Assistant Director
A well-off Indian family is paid an unexpected, and rather unwanted, visit by a man claiming to be the woman's long lost uncle. The initial suspicion with which they greet the man slowly dissolves as he regales them with stories of his travels, tales that are at odds with their conventional middle class perspective on the world.
Assistant Director
Ashoke Gupta is an idealistic doctor working in a town near Calcutta. He discovers that the water at a popular temple is the source of an outbreak of typhoid and hepatitis. In order to save lives, he risks his career to try and call attention to this polluted water source, while a local group of building contractors attempt to discredit him in various ways.
Assistant Director
When the movie opens, a woman is recalling the events that molded her perspective on the world. Years ago, her husband, a wealthy Western-educated landowner, challenged tradition by providing her with schooling, and inviting her out of the seclusion in which married women were kept, to the consternation of more conservative relatives. Meeting her husband's visiting friend from college, a leader of an economic rebellion against the British, she takes up his political cause, despite her husbands warnings. As the story progresses, the relationship between the woman and the visitor becomes more than platonic, and the political battles, pitting rich against poor and Hindu against Moslem, turn out not to be quite as simple as she had first thought.
Assistant Director
When a poor and out-caste village tanner goes to village priest to get the date of his daughter's marriage fixed, the priest in turn asks for labor without pay in exchange.
Assistant Director
It is the year 1856. Nawab Wajid Ali Shah is the king of Awadh, one of the last independent kingdoms of India. The British colonialists, intent on controlling this rich land, have sent general Outram on a secret mission to clear the way for an annexation. Pressure is mounting amidst intrigue and political manoeuvres, but the Nawab whiles away his time in pursuit of pleasure and religious practice. The court is of no help either—Court nobles Mir and Mirza, ignoring the situation of their country and all their duties towards their families, spend their days playing endless games of chess. The film is based on Munshi Premchand's short story of the same name.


* What the exercise asks: Repeat, exactly as written, the line containing "Task: Click on the strong: Demographics" and each line after it through the end of the data.

---------- Supplied material ----------

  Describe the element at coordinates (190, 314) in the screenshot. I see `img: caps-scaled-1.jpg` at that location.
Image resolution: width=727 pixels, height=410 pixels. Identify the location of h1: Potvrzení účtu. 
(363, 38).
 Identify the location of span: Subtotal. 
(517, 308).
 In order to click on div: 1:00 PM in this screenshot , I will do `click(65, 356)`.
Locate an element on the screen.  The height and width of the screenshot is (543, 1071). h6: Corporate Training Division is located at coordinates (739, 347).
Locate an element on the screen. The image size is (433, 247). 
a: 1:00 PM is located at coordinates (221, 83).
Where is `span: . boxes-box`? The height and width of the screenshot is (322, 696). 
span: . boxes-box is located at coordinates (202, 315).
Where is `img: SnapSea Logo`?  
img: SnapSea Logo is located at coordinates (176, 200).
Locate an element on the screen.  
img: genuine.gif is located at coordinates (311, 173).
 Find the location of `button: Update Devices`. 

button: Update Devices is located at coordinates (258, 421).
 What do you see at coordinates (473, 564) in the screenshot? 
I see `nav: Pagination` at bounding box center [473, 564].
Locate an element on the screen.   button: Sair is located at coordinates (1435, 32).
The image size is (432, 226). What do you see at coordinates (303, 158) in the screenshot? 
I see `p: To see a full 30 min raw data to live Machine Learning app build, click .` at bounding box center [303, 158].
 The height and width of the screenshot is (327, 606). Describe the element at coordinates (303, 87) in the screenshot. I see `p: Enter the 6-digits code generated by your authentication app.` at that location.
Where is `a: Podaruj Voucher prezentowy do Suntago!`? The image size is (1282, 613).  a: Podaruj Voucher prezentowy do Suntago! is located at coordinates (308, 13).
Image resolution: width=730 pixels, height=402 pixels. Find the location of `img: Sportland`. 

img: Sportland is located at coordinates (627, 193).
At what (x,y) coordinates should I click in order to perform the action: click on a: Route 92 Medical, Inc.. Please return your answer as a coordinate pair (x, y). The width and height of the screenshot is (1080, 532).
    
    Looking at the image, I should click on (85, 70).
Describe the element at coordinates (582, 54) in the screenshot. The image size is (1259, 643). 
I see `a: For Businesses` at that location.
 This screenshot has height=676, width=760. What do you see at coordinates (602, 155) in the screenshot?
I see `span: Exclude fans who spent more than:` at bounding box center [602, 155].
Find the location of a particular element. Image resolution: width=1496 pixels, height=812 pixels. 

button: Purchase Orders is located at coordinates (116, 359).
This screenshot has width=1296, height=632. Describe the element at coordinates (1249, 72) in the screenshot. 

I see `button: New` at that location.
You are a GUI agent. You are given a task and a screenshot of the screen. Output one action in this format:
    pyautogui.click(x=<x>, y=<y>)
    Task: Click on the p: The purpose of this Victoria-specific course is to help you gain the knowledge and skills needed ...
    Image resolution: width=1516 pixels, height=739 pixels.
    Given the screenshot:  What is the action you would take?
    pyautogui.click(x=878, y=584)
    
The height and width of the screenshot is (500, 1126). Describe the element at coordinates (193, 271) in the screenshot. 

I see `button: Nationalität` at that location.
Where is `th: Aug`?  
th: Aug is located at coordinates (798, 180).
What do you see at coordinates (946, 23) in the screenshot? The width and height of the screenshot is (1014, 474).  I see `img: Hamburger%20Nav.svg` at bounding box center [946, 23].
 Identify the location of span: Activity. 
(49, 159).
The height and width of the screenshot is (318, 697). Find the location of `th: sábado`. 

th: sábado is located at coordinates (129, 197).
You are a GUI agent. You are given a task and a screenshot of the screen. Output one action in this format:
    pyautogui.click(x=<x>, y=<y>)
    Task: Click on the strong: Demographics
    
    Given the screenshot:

----------

* Response area:
    Task: Click on the strong: Demographics
    
    Given the screenshot:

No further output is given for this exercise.